Hereford Square, north sideHereford Square (centre) on an 1860s Ordnance Survey map not long after it was built and before the area was fully developed
The private communal gardens in the centre of Hereford Square are 0.3692 hectares (0.912 acres) in size.[3]
The garden was used as a baseball field during World War II by American soldiers.[3]
History
Hereford Square was built by the architect Thomas Holmes from 1845 to 1850.[4]
The directly bomb struck houses from World War II have been rebuilt to imitate their original style recently after being yellow brick buildings for over 50 years.[5] However, 1-5 are still concrete boxes. The houses all follow a relatively similar design with landings, many floors and an underground storage shed also used as a plant room or server room as well as a patio at the back.[6]
The artist Walter Sickert and his wife Ellen stayed at No. 10 Hereford Square in the autumn of 1890 with Ellen's sister, Jane Cobden.[13] The model and writer Tara Moss recalled living in a "freezing granny flat" of a mansion in Hereford Square while she worked as a babysitter during the early days of her modelling career in her 2014 memoir The Fictional Woman.[14]
The writer and social activist Frances Power Cobbe lived with her partner, the sculptor Mary Lloyd, at No. 26 from 1862 to 1884.[15]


Repeat the records exactly. Leave out the pictures.

--- Material for this exercise ---

***

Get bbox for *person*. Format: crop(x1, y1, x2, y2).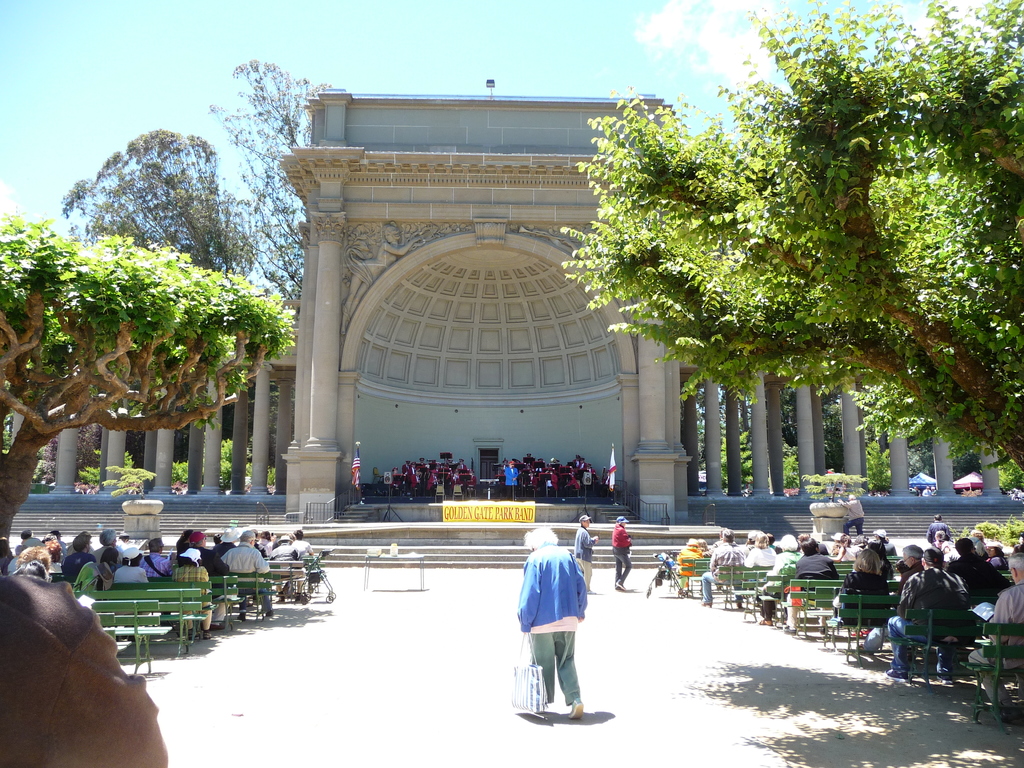
crop(609, 512, 630, 590).
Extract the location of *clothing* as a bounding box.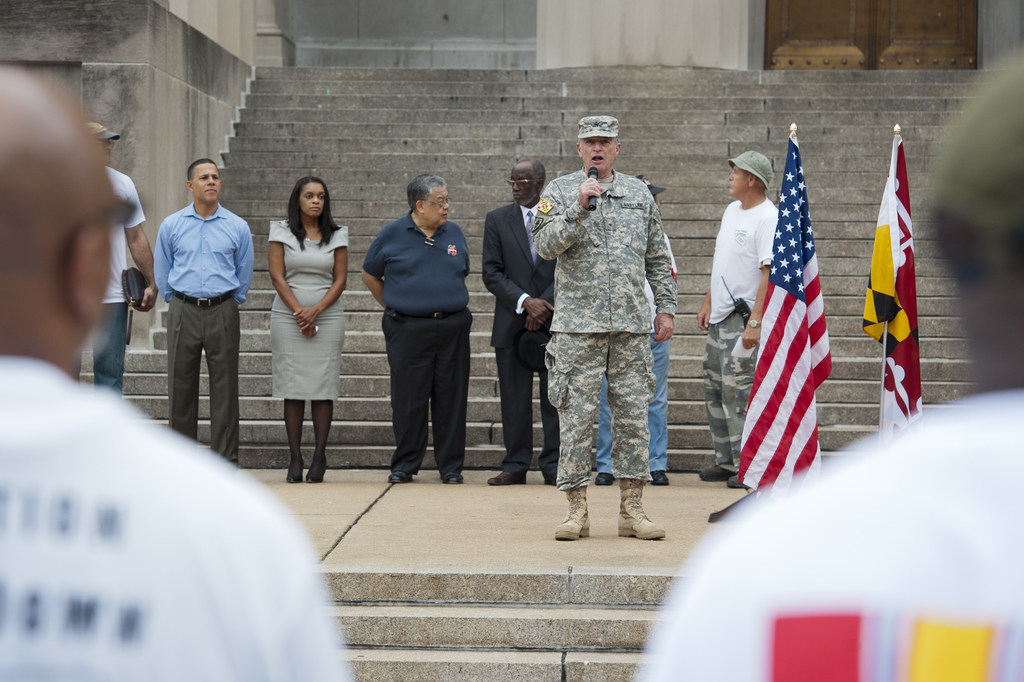
x1=0 y1=350 x2=371 y2=681.
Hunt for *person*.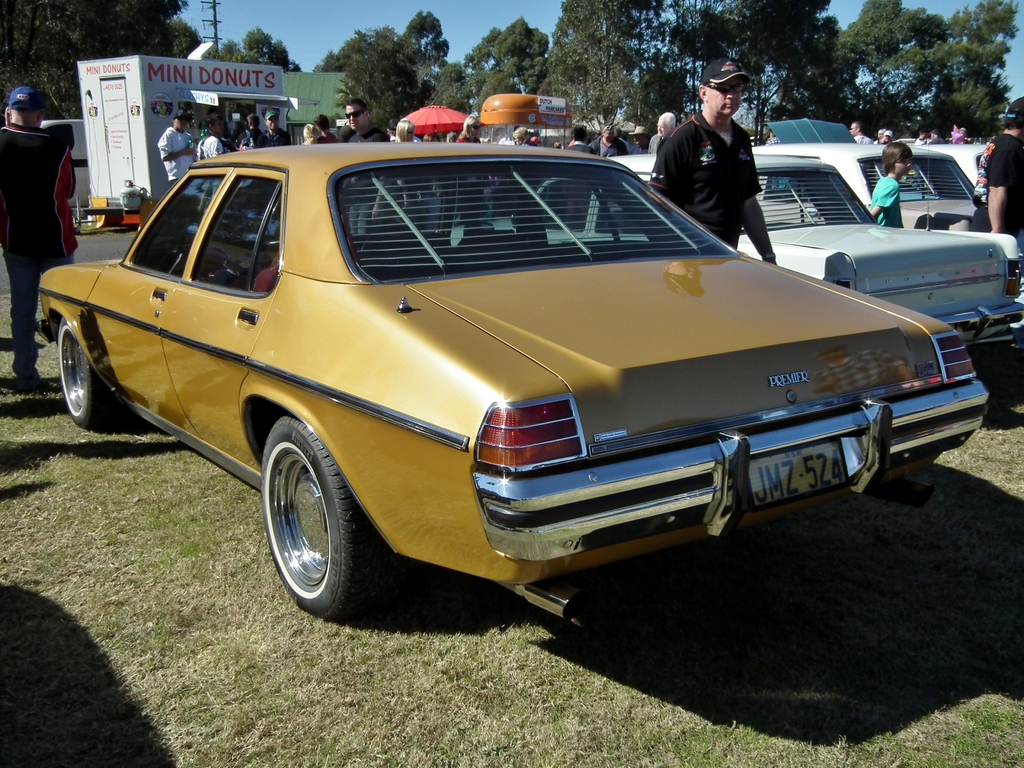
Hunted down at <box>159,108,198,186</box>.
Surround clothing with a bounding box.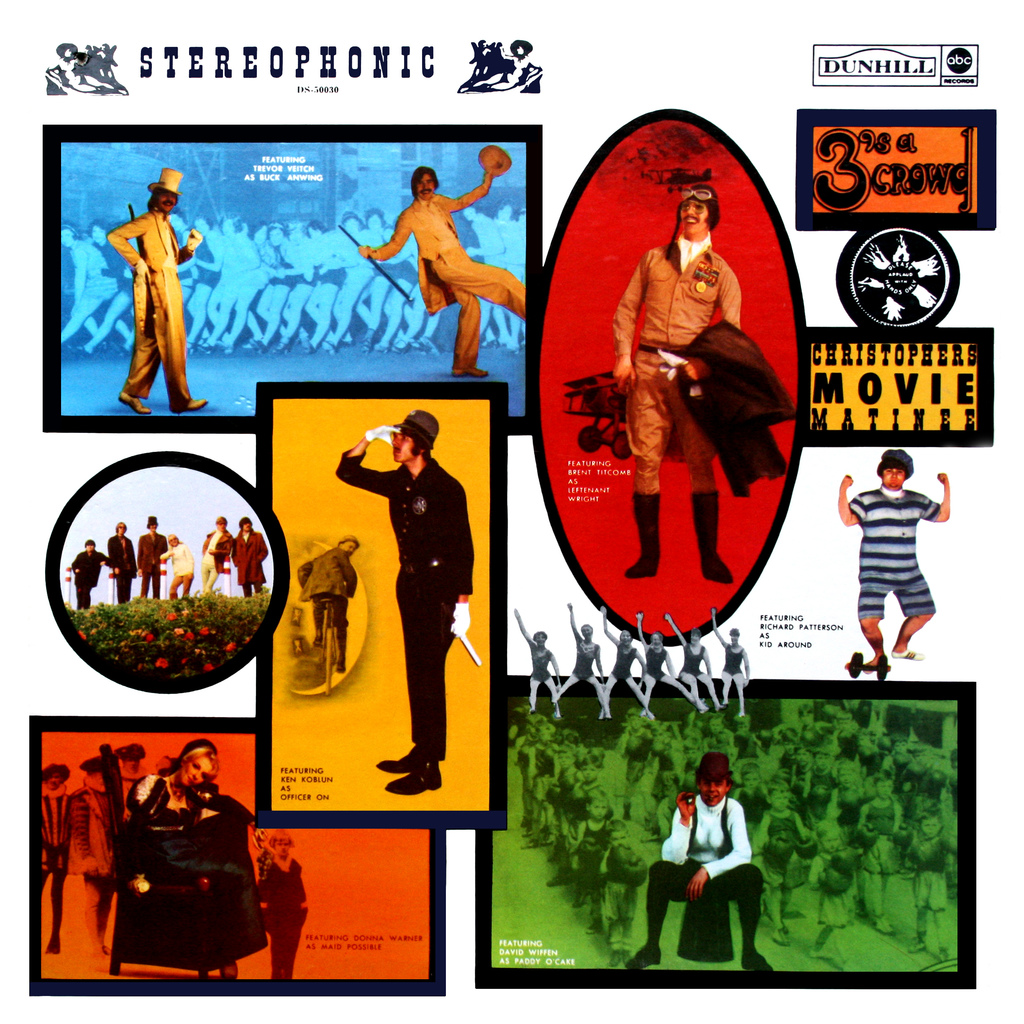
535:646:554:685.
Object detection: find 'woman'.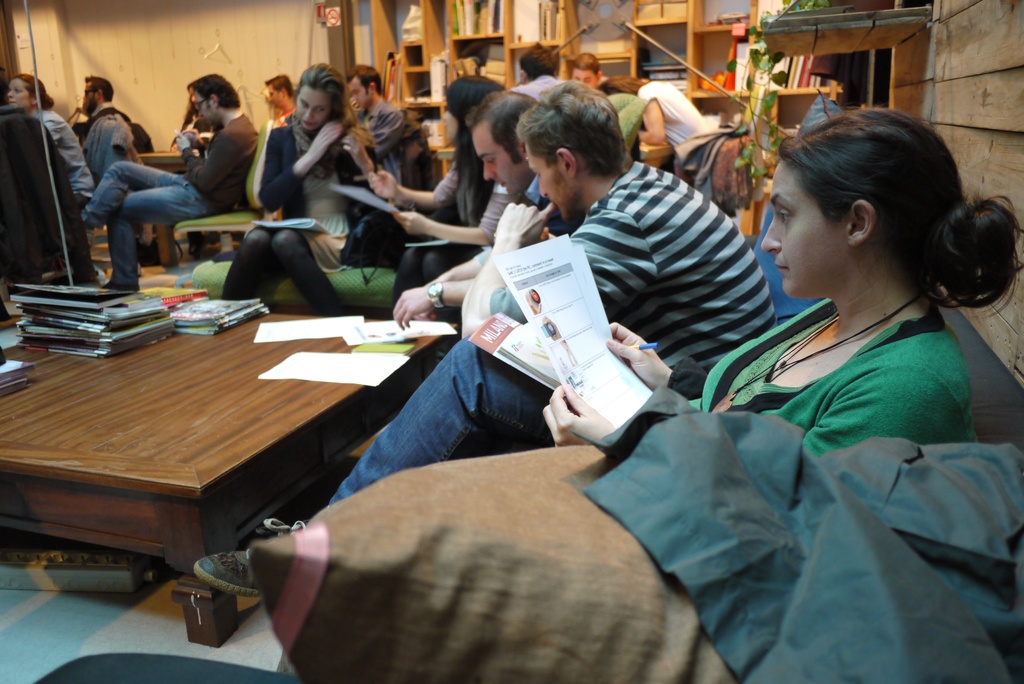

***

--- Response to this task ---
Get bbox for *person*. Format: crop(x1, y1, x2, y2).
crop(609, 512, 630, 590).
Extract the location of *clothing* as a bounding box.
x1=0 y1=350 x2=371 y2=681.
Hunt for *person*.
Hunted down at <box>159,108,198,186</box>.
Surround clothing with a bounding box.
535:646:554:685.
Object detection: find 'woman'.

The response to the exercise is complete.